“Very well; have it that way,” said Mike.
“And we ought to go over and see the old man, and tell him what we did.”
“He doesn’t want any telling. He has found it out long enough ago. There was the sail rolled up anyhow, too. I was too much fagged to put it straight. When shall we go and see him?”
“I dunno. I don’t want to move, and I don’t want to have to tell him. He’ll be as savage as can be.”
The boys lay perfectly still now, without speaking or moving; and the gulls came up from below, to see what was the meaning of four legs hanging over the cliff in a row, and then became more puzzled apparently on finding two bodies lying there at the edge; consequently they sailed about to and fro, with their grey backs shining as they wheeled round and gazed inquiringly down, till one, bolder than the rest, alighted about a dozen yards away.
“Keep your eyes shut, Ladle,” said Vince. “Birds are coming to peck ’em out.”
“They’d better not,” said Mike.
“I say, couldn’t we train some gulls, and harness them to a sort of chair, and make them fly with us off the cliff?
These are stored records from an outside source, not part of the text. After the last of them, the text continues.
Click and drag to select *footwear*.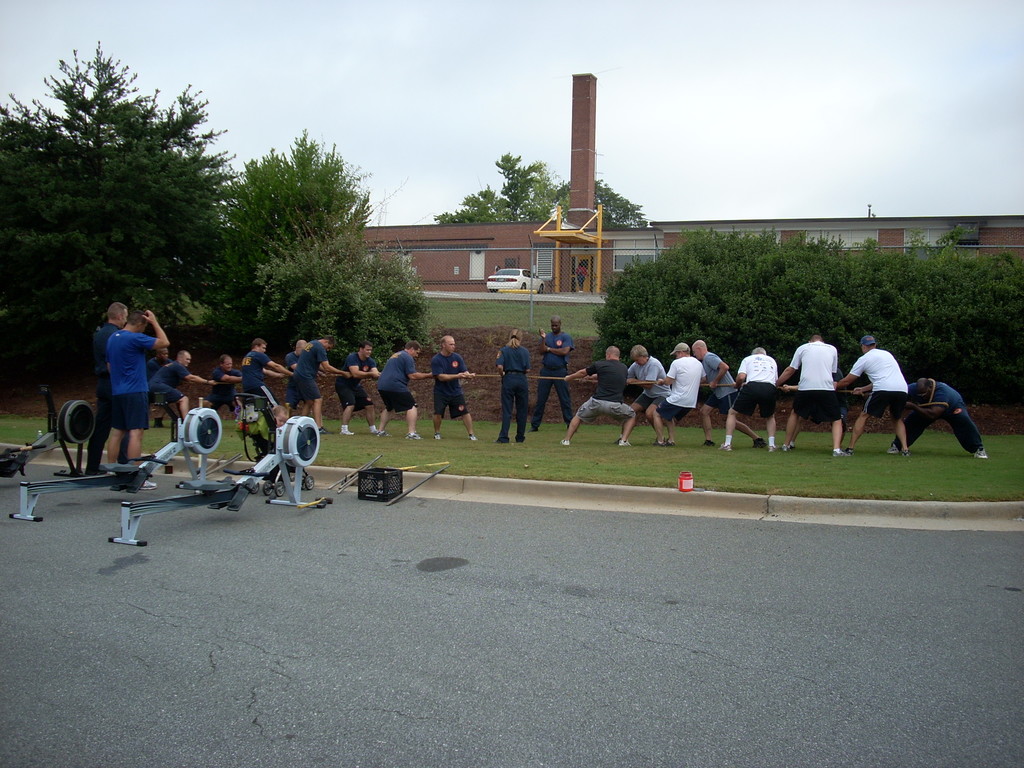
Selection: 900, 447, 913, 458.
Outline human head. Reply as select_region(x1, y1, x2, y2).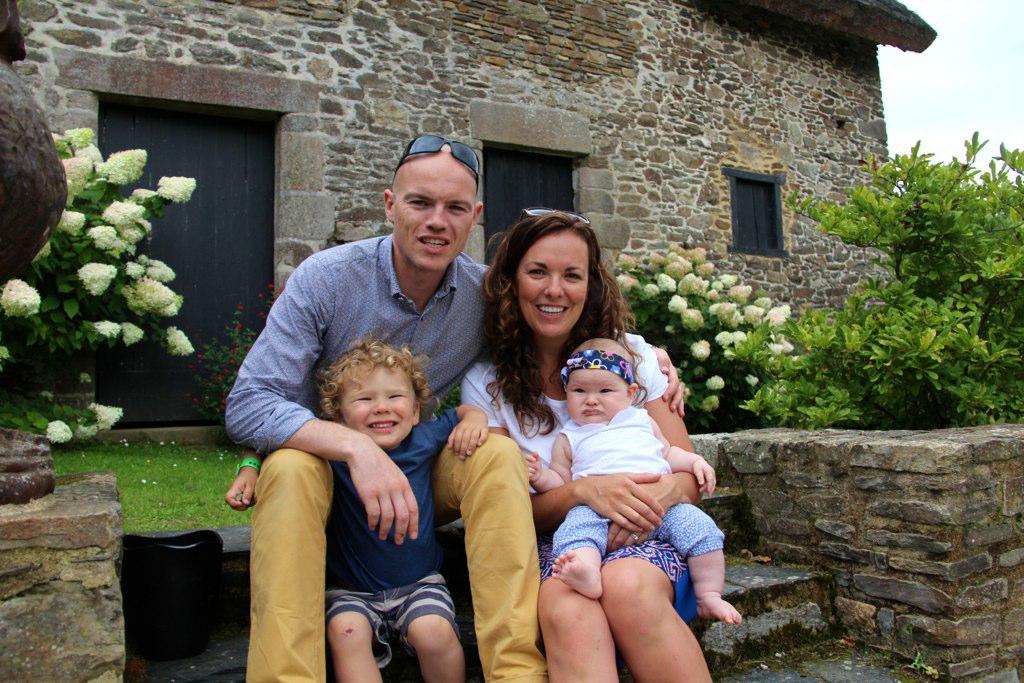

They could do it if they’d only fly together. I wonder how many it would take.”
“Bother the old gulls! Don’t talk nonsense. When shall we go and see the old man?”
“Must do it, I suppose,” said Vince. “Yes, we ought to: it’s so mean to sneak out of it, else we might send him the five shillings. I hate having to go and own to it, but we must, Ladle. Let’s take the dose now.”